Bringing Coaching to Life at Work: Making Personality Shifts Practically
- Ronnie Tan

- Jul 27
- 3 min read
You’ve invested in coaching — now what?
Subscribing to coaching is a powerful first step toward personal growth and professional effectiveness. But the real transformation happens when insights from coaching sessions are applied consistently in the workplace. This is where awareness becomes action, and potential becomes performance.
In this blog, we’ll explore how individuals can take ownership of their development journey by making deliberate, personality-aligned changes at work. We'll also provide a framework for creating your own "Practice & Development Plan", including a sample with model answers to guide you.

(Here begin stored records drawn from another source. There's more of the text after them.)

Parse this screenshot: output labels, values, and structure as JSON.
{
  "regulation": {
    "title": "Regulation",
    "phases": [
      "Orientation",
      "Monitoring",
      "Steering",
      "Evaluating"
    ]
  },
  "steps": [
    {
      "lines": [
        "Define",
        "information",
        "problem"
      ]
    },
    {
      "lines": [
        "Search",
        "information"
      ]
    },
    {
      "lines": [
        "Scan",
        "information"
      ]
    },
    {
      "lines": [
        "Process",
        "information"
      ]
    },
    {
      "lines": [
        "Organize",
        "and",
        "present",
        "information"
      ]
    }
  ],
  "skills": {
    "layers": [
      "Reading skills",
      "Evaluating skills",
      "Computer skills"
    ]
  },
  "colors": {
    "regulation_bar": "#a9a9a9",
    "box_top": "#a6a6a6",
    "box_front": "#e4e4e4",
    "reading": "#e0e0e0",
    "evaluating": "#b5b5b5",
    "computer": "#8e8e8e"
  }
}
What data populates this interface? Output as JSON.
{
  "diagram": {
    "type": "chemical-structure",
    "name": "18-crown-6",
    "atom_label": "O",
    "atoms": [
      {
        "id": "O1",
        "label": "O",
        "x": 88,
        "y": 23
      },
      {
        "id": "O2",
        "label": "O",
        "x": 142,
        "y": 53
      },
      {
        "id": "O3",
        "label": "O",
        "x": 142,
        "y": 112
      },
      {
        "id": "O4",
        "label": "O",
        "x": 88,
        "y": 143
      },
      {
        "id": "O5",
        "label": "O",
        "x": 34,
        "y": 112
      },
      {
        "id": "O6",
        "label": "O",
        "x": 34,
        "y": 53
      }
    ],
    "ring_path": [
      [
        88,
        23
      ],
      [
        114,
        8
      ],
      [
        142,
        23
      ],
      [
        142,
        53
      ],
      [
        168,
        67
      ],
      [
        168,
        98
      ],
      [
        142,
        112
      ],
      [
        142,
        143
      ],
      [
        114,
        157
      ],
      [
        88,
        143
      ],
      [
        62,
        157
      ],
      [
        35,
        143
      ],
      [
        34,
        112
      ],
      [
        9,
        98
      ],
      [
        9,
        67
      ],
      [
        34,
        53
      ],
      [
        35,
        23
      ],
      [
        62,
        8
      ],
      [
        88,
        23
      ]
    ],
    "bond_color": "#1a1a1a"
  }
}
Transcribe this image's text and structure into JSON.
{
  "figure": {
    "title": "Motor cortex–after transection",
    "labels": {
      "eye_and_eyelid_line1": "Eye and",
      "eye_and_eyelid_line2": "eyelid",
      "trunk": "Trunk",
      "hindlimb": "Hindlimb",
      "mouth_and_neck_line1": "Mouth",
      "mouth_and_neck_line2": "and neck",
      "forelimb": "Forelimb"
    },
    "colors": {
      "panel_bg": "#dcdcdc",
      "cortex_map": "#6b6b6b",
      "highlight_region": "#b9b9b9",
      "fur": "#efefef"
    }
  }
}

The Coaching Mindset: Awareness to Action
After a few coaching sessions, you may start noticing:
Patterns in how you respond to stress or conflict
Blind spots in communication or collaboration
Awareness of leaks in your body language
Strengths you undervalue or overuse
Being more effective dealing with contentious colleagues
Feedback that confirms or challenges your self-perception
Coaching increases self-awareness, but without consistent practice, that awareness may fade. To make lasting changes, it’s important to:
Anchor insights to real work situations
Create new behavioural habits
Track and reflect on your progress
Five Practical Steps to Bring Coaching into the Workplace
1. Identify a Focus Area
Pick one or two key areas from your coaching that are most relevant to your work effectiveness. These could be:
Becoming more assertive
Improving active listening
Managing impulsive reactions
Delegating better
Staying calm under pressure
Overcoming low emotional awareness
Ask yourself: “Where do I see the biggest gap between my intention and impact?”
2. Observe Yourself in Real-Time
Start noticing your behaviours in the moment — especially in challenging interactions. Journaling or voice notes after meetings can help you track:
What happened
How you reacted
What you would do differently
This self-observation builds emotional regulation and intentionality.
3. Start Small and Specific
Choose small behaviour shifts you can practice daily or weekly. Examples:
“In every meeting this week, I will pause before responding.”
“I will check in with my team member on how they prefer feedback.”
Small wins build confidence and reinforce the learning.
4. Enlist a Feedback Partner
Invite a trusted colleague or manager to observe and share feedback on your behaviour changes. Let them know what you’re working on so they can support you — this creates accountability and encourages a feedback culture.
5. Create a Simple Practice & Development Plan
Use a light-touch format to guide your progress. You don’t need a complex system — just enough structure to stay intentional.
Sample Practice & Development Plan
Component | Practice/Context |
Focus Area | Becoming more assertive in meetings |
Why this matters | I tend to stay quiet even when I have ideas, which limits my visibility and contribution. |
Current pattern | I hesitate to speak up unless invited. I second-guess myself. |
Desired new behaviour | Speak up early in discussions with one clear idea or question. |
Work situations to practice in | Weekly team meetings, project planning sessions, one-on-ones with my manager |
Micro-actions | - Prepare 1 point to share before each meeting - Use phrases like “I'd like to add…” - Ask one clarifying question per meeting |
Supporter / feedback partner | Peer colleague from my team who attends the same meetings |
Reflection journal | Weekly: What went well? What felt difficult? What helped me speak up? What held me back? |
Review date | 4 weeks from today |
Final Tips to Sustain Change
Schedule short self-check-ins every week (10–15 mins)
Celebrate small wins — these reinforce new habits
Be compassionate with yourself when setbacks happen
Share your journey with your coach for ongoing alignment and adjustments
Summary Thoughts
Coaching is not just a conversation — it’s a commitment to change. The true power of coaching unfolds when you take ownership of applying what you've learned, experimenting with new ways of being, and reflecting on your growth.
You don’t have to be perfect — you just need to be intentional and consistent. With small steps, over time, you can reshape how you show up at work in powerful ways.